Taking a Second Look: How One County is Working to Minimize Pretrial Detention

By: Patrick Griffin

Featured Jurisdictions Jail Populations Pretrial Services January 8, 2018

The initial decision to detain or release an accused person, either with or without financial and other conditions, is made by a judicial officer—usually pretty quickly, and often with a minimum of information. But this quick decision can have serious long-term consequences, and not just for individual detainees.

So why not take a second look?

Eight Safety and Justice Challenge sites have instituted procedures for revisiting initial detention and bail decisions on a routine basis. From a system point of view, it’s about “saving bed days”—finding ways to minimize unnecessary pretrial holding. For individual defendants, though, second looks like these can save a lot more—jobs, families, even lives. Some of the second-look approaches being taken by Safety and Justice Challenge jurisdictions are simple; some are highly complex and collaborative. Lucas County, Ohio’s is both.

It’s called the Population Review Team: about ten people as a rule, including representatives of the Toledo Legal Aid Society (which represents indigent defendants) and the City of Toledo Law Department (which prosecutes them), along with the Lucas County Sheriff’s Office, Pretrial Services, the Criminal Justice Coordinating Council, and other local agencies and providers. They meet every week for a couple of hours, combing page by page through a fat printout showing charges, criminal histories, risk assessment scores and other details on Lucas County’s entire pretrial jail population.

They’re looking for deals: good candidates for a modified bond, release on appropriate conditions, or expedited case resolution. They concentrate on defendants who were recommended for pretrial release by the county’s risk instrument, the PSA Court, but who for one reason or other were held anyway, as well as defendants charged with low-level offenses but not recommended for release because of past criminal activity or failures to appear. They don’t just rely on what’s in the printout: each of the participants has access to sources of additional information about defendants—affidavits and incident reports on file, needs assessment results, community service histories, active cases in neighboring court systems, etc.

Sean McNulty, the Toledo Legal Aid Society’s Chief Public Defender and a frequent participant in Population Review Team meetings, says that “if we can predict the likely outcome of a case at the next court event, then this review provides us with an opportunity to reach that outcome in two days, not two weeks. It helps the system become more efficient, but it also affords our clients a chance to be released from custody earlier-—thereby decreasing the likelihood that their lives will further destabilize while they remain incarcerated.

When the meeting is over and the team’s release recommendations have been recorded, the defender representative typically heads straight across the street to meet with clients in the Lucas County Jail, explain the Population Review project, and present the proposed offers. If clients agree, their cases come before a Toledo Municipal Court judge at an expedited hearing a day or two later, and they are released.

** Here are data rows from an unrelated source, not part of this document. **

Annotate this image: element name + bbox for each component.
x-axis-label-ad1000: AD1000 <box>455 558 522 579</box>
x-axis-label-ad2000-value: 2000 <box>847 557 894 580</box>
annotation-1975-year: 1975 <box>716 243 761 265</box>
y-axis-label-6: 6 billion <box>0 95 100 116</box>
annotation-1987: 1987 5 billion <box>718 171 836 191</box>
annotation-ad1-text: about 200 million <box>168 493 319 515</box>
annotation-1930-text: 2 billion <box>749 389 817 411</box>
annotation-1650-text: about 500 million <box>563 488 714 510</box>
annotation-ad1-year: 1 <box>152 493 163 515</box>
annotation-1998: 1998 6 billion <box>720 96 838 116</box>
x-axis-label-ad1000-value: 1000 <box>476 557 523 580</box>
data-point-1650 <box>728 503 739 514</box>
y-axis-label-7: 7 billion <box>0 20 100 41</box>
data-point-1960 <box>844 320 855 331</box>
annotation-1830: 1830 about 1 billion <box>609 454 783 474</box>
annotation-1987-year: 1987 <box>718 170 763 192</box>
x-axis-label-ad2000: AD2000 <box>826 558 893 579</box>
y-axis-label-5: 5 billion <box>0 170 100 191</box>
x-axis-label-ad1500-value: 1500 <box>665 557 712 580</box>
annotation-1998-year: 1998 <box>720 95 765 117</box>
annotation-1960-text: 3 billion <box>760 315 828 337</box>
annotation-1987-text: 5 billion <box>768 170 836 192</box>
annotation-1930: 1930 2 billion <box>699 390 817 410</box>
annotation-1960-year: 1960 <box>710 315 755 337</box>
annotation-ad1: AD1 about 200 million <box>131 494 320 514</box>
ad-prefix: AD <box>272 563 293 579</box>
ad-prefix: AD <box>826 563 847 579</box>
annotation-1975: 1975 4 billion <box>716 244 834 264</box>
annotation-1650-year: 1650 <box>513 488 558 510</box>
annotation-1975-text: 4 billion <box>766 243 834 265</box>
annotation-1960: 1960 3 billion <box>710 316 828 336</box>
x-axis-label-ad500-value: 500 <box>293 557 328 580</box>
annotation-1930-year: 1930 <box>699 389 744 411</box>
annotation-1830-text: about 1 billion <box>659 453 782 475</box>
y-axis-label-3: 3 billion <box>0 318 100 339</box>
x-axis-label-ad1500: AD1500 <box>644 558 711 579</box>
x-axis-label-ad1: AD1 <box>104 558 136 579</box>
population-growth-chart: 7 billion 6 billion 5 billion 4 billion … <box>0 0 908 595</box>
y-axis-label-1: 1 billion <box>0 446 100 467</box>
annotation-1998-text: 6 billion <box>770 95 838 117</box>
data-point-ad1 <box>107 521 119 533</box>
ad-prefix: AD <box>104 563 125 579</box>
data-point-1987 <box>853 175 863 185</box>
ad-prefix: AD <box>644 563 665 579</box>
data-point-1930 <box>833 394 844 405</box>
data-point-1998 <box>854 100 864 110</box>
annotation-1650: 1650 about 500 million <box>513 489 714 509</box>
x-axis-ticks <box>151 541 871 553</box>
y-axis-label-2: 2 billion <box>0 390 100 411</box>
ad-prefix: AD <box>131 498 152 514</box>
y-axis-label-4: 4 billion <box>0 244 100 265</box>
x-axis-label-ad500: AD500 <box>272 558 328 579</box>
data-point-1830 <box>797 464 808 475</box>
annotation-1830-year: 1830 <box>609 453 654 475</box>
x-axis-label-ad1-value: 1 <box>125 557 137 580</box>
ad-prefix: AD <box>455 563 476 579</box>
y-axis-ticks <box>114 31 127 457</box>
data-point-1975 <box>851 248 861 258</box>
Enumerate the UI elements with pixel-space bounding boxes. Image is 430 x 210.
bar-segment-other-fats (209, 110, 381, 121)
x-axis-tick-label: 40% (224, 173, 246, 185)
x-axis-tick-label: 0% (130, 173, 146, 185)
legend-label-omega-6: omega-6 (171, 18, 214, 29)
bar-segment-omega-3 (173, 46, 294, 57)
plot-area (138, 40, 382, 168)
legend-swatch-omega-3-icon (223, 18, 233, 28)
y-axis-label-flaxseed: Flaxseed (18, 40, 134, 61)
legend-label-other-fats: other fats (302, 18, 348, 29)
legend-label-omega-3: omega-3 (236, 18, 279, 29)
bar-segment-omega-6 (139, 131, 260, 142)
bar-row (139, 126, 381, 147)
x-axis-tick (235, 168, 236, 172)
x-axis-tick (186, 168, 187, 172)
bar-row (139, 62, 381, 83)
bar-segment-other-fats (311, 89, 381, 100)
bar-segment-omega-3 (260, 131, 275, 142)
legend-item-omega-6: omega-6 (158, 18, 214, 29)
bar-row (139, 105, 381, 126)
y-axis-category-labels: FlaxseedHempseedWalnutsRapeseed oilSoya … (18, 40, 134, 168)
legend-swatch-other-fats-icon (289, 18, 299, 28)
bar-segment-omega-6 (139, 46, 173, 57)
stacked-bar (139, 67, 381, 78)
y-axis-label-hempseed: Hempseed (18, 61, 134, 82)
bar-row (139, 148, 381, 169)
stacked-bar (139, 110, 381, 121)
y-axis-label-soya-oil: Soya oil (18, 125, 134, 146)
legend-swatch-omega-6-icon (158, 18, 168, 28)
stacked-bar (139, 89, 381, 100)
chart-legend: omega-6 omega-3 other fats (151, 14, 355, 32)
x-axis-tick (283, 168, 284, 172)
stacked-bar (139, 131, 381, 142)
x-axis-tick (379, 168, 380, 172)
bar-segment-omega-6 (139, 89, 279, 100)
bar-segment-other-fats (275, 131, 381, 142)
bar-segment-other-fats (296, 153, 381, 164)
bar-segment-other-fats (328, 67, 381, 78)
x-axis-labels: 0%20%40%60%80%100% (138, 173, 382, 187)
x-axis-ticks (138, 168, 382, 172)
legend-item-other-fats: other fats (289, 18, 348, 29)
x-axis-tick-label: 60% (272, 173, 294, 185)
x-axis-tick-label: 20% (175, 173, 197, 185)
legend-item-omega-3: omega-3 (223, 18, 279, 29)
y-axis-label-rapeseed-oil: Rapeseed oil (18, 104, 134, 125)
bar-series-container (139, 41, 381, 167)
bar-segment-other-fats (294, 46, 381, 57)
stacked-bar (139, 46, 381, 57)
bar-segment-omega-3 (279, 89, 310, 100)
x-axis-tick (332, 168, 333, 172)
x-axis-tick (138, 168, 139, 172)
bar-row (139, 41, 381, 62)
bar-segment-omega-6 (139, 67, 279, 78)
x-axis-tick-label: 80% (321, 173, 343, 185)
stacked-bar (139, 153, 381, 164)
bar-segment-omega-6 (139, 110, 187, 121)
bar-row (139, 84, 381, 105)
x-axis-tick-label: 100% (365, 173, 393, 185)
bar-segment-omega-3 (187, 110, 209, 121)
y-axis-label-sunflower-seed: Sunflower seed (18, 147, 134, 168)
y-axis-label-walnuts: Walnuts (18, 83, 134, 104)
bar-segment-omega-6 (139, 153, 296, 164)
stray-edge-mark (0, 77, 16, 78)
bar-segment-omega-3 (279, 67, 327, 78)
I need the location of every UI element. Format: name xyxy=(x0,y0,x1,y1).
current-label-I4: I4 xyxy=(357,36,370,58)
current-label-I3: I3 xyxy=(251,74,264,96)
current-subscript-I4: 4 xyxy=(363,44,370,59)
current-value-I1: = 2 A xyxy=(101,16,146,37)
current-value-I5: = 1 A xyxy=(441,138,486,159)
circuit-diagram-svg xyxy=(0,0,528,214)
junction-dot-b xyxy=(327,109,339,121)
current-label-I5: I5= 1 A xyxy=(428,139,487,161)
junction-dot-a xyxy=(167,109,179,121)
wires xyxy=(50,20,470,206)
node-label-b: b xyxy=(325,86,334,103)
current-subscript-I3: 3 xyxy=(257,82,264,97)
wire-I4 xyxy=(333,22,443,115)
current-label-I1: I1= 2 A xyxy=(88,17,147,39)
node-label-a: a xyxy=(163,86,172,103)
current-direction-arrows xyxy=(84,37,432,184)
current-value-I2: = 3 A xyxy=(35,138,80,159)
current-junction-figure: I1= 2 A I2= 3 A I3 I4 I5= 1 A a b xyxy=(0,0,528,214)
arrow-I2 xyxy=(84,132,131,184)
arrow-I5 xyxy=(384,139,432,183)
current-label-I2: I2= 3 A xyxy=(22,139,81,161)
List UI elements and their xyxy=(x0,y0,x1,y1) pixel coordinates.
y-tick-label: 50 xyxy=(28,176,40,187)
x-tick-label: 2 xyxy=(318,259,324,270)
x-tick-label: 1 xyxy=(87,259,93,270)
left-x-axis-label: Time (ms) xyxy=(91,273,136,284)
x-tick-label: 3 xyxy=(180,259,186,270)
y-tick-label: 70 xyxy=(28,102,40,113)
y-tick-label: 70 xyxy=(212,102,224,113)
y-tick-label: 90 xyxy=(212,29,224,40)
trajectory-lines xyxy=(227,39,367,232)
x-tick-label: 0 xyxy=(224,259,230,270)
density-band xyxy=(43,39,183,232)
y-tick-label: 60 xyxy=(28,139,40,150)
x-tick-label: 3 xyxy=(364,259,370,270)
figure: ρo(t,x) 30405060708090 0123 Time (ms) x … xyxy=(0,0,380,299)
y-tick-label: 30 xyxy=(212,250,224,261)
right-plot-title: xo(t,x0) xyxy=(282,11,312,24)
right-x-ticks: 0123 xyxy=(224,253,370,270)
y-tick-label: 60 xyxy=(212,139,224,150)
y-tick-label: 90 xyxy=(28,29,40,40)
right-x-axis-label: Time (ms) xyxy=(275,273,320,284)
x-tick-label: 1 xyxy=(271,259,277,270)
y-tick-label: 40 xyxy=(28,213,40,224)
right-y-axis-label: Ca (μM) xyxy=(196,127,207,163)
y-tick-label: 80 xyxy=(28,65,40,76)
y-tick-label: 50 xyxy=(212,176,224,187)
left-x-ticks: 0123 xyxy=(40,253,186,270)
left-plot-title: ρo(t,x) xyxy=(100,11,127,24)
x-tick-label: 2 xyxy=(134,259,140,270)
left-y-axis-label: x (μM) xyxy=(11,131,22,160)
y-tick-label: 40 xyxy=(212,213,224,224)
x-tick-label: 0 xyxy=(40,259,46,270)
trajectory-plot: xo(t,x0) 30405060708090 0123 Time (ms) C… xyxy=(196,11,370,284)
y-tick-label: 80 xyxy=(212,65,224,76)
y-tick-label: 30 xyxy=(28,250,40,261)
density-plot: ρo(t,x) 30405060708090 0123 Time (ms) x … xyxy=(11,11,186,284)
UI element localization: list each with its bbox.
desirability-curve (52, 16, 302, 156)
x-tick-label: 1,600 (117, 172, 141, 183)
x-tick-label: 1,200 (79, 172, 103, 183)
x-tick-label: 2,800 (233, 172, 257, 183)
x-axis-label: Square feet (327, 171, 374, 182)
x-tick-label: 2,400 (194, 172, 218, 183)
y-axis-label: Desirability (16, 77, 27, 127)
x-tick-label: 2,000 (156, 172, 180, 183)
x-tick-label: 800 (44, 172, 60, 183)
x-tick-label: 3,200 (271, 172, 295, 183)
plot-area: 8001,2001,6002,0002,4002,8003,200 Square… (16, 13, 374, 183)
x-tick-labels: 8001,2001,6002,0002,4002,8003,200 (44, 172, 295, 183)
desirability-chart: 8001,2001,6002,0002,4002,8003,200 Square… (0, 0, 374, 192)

Regular deep dives into the county’s pretrial population have given Population Review Team members a chance to spot trends, detect bottlenecks and snags, and come up with simple policy fixes for chronic problems. The project has engendered useful habits of interagency collaboration and information sharing, and created a sense that there are certain basic goals and values—efficiency, proportionality, common sense—that everyone in the justice system ought to own.

Lucas County has plans to expand its Population Review Team approach in 2018, hoping to get similar benefits with a new target population: people being held for felonies who have an identified need for mental health or substance abuse treatment. The hope for the expansion—led by the Toledo Legal Aid Society and dubbed the Opportunity Project—is that a connection to services at the pretrial stage can improve court and other outcomes for a behavioral health population.